An Information Theory of Compute-Optimal Size Scaling, Emergence, and Plateaus in Language Models

Published: 09 Oct 2024, Last Modified: 19 Nov 2024Compression Workshop @ NeurIPS 2024EveryoneRevisionsBibTeXCC BY 4.0
Keywords: Language models, scaling law, emergence, plateauing, Low-Density Parity Check codes, sequential learning, composition of skills.
TL;DR: We present a simplified unified graph framework to explain compute-optimal size scaling, emergent capabilities, and performance plateauing using tools from iterative decoding in information theory and random network theory.
Abstract: Recent empirical studies show three phenomena with increasing size of language models: compute-optimal size scaling, emergent capabilities, and performance plateauing. We present a simple unified mathematical framework to explain all of these language model scaling phenomena, building on recent skill-text bipartite graph frameworks for semantic learning. Modeling the learning of concepts from texts as an iterative process yields an analogy to iterative decoding of low-density parity check (LDPC) codes in information theory. Thence, drawing on finite-size scaling characterizations of LDPC decoding, we derive the compute-optimal size scaling (Chinchilla rule) for language models. Further, using tools from random network theory, we provide a simple explanation for both emergence of complex skills and plateauing of performance as the size of language models scale. We see multiple plateaus.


## YOUR ASSIGNMENT:
Where the records below begin, start copying, and stop after the line that contains "pyautogui.click(x=<x>, y=<y>)"; reproduce every line exactly but omit pictures.

_ _ _

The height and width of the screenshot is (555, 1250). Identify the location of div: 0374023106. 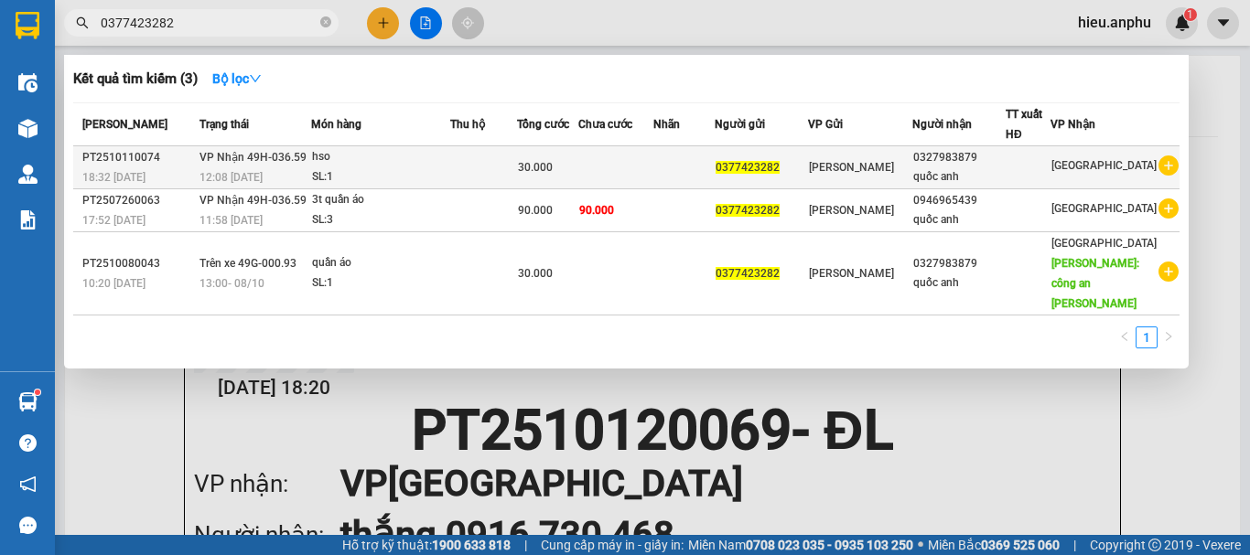
(89, 91).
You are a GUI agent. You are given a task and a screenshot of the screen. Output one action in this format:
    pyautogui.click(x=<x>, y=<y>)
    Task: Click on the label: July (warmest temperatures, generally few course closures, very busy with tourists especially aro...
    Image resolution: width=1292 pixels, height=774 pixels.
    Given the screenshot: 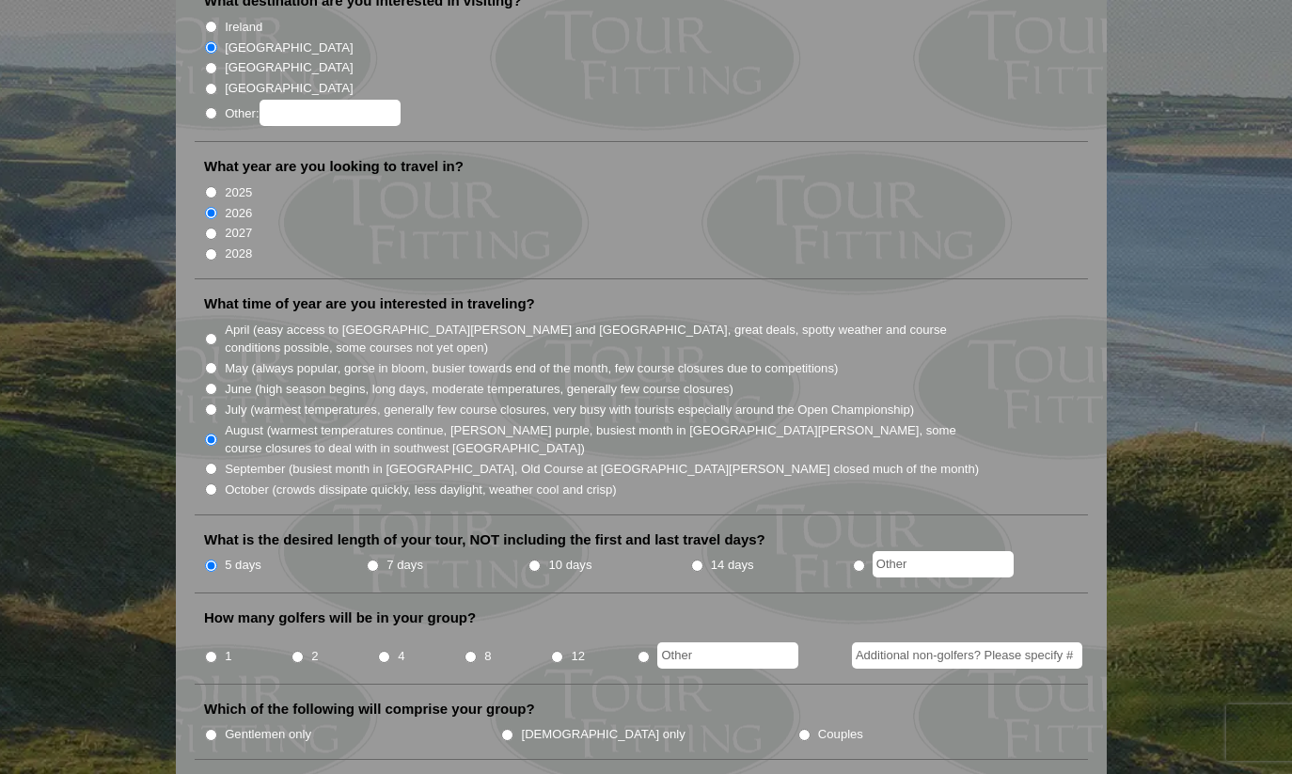 What is the action you would take?
    pyautogui.click(x=569, y=410)
    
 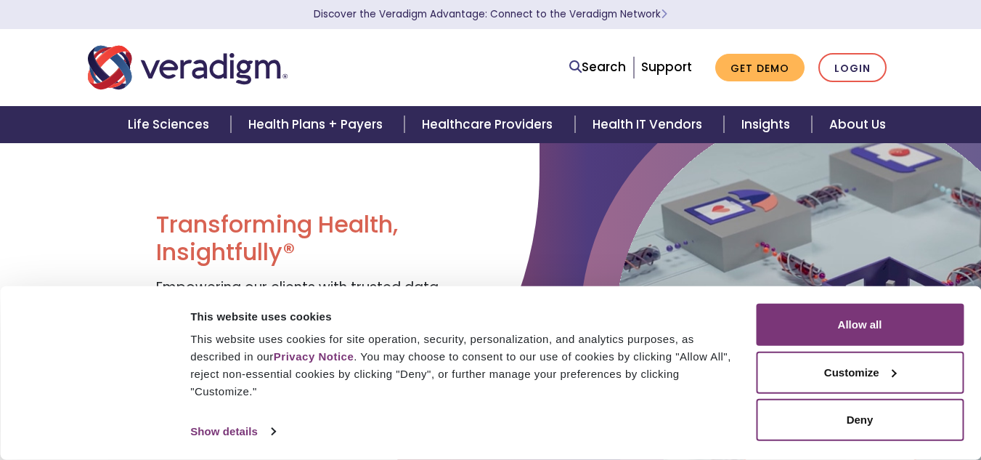 I want to click on div: This website uses cookies, so click(x=465, y=316).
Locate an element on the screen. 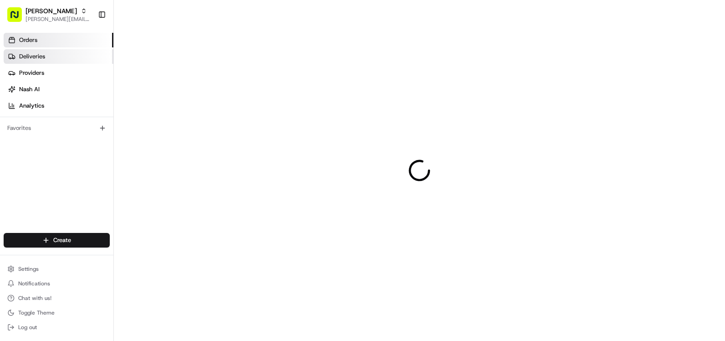  span: Settings is located at coordinates (28, 269).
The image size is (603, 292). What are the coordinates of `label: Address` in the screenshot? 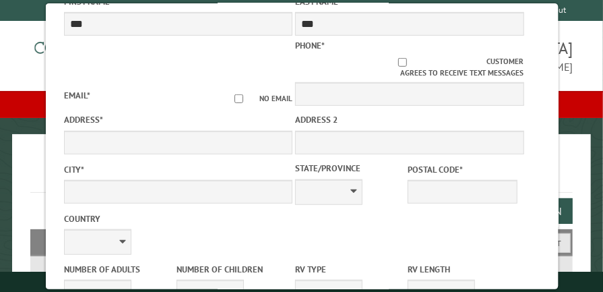 It's located at (177, 119).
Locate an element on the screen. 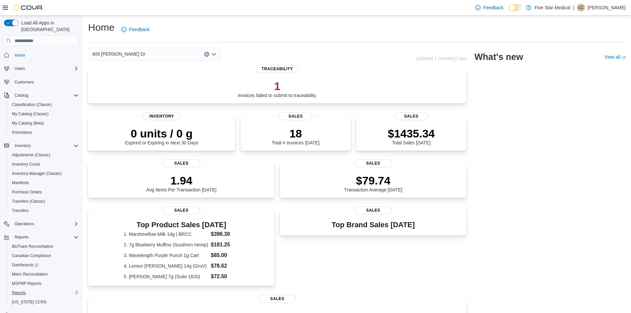  button: Manifests is located at coordinates (44, 183).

_ _ _

## ANSWER BOX:
The height and width of the screenshot is (555, 1250). Identify the location of div: 0374023106. 
(89, 91).
You are a GUI agent. You are given a task and a screenshot of the screen. Output one action in this format:
    pyautogui.click(x=<x>, y=<y>)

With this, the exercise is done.